BTW: much of this talk also applies to general application design not just API design.
BTW: much of this talk also applies to general application design not just API design.
Labels:
google talk
2008-05-27
A terrible hibernate hack... for Grails...
I'm still "under water" this week but I felt this really deserved an entry. I found this blog entry by Sorin Postelnicu that solved a problem I was having with my Grails configuration. I've set up my database to use utf8 everywhere but my tables are still getting created as latin1 tables. What to do... using Sorin's example I did this:
The trick here is that Sorin had over-ridden the default table string from hibernate which says "CHARSET=latin1". I've just named the class differently. I put this class in the right package in my Grails project's "src/java" directory and modify my Datasource.groovy to read like this:
... now my GORM generated tables show up in UTF8. But my question to you is ... is this a plugin? is this a patch to hibernate? Is this a hack? You tell me.
package org.hibernate.dialect;
/**
* Extends MySQL5InnoDBDialect and sets the default charset to be UTF-8
* @author Sorin Postelnicu
* @since Aug 13, 2007
*/
public class MySQL5UTF8InnoDBDialect extends MySQL5InnoDBDialect {
public String getTableTypeString() {
return " ENGINE=InnoDB DEFAULT CHARSET=utf8";
}
}
The trick here is that Sorin had over-ridden the default table string from hibernate which says "CHARSET=latin1". I've just named the class differently. I put this class in the right package in my Grails project's "src/java" directory and modify my Datasource.groovy to read like this:
dataSource {
configClass = GrailsAnnotationConfiguration.class
pooled = false
driverClassName = "com.mysql.jdbc.Driver"

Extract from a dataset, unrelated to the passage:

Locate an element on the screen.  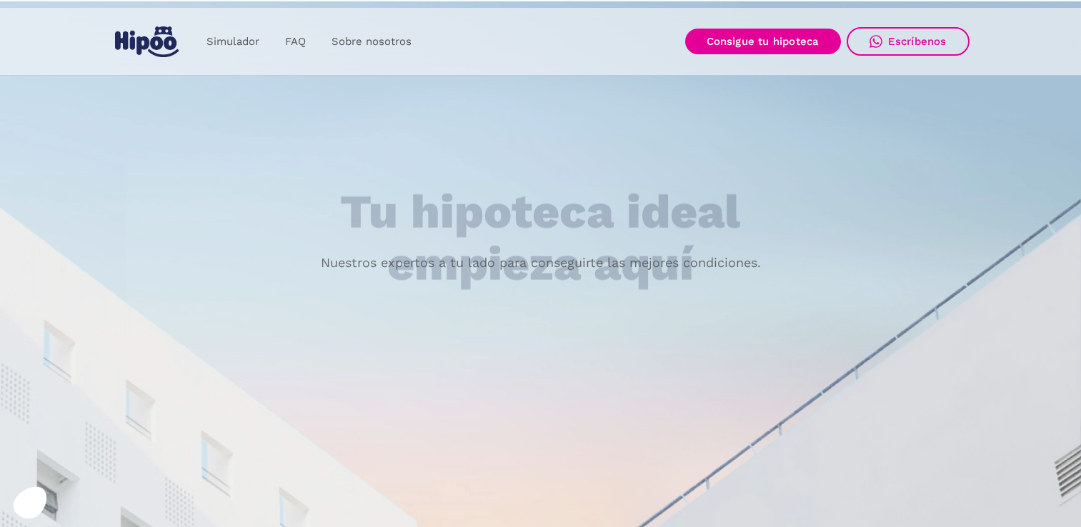
a: FAQ is located at coordinates (295, 41).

dialect= org.hibernate.dialect.MySQL5UTF8InnoDBDialect
url = "jdbc:mysql://localhost:3306/grails?zeroDateTimeBehavior=convertToNull&useUnicode=true&characterEncoding=UTF-8"
username = "grails"
password = "grails"
dbCreate = "update"
}
... now my GORM generated tables show up in UTF8. But my question to you is ... is this a plugin? is this a patch to hibernate? Is this a hack? You tell me.
2008-05-19
A Grails WebFlow observation
Objects created and persisted either explicitly or implicitly to the flow context must implement the java.io.Serializable interface. But, closures can not be serialized. That means that any class that uses a closure such as constraints will probably have to do custom serialization. This is very easy to implement in Groovy since all objects have a properties map and maps can serialize. Just be certain to pick the right keys to serialize.
I've noticed that even objects created by the onChange event handler may end up serialized if the change happens inside an action node of a WebFlow.
EDIT: I stand corrected. It is much easier to mark the closures with transient instead of just def. This just works and requires no further thinking. I should probably put this in an example somewhere.
I've noticed that even objects created by the onChange event handler may end up serialized if the change happens inside an action node of a WebFlow.
EDIT: I stand corrected. It is much easier to mark the closures with transient instead of just def. This just works and requires no further thinking. I should probably put this in an example somewhere.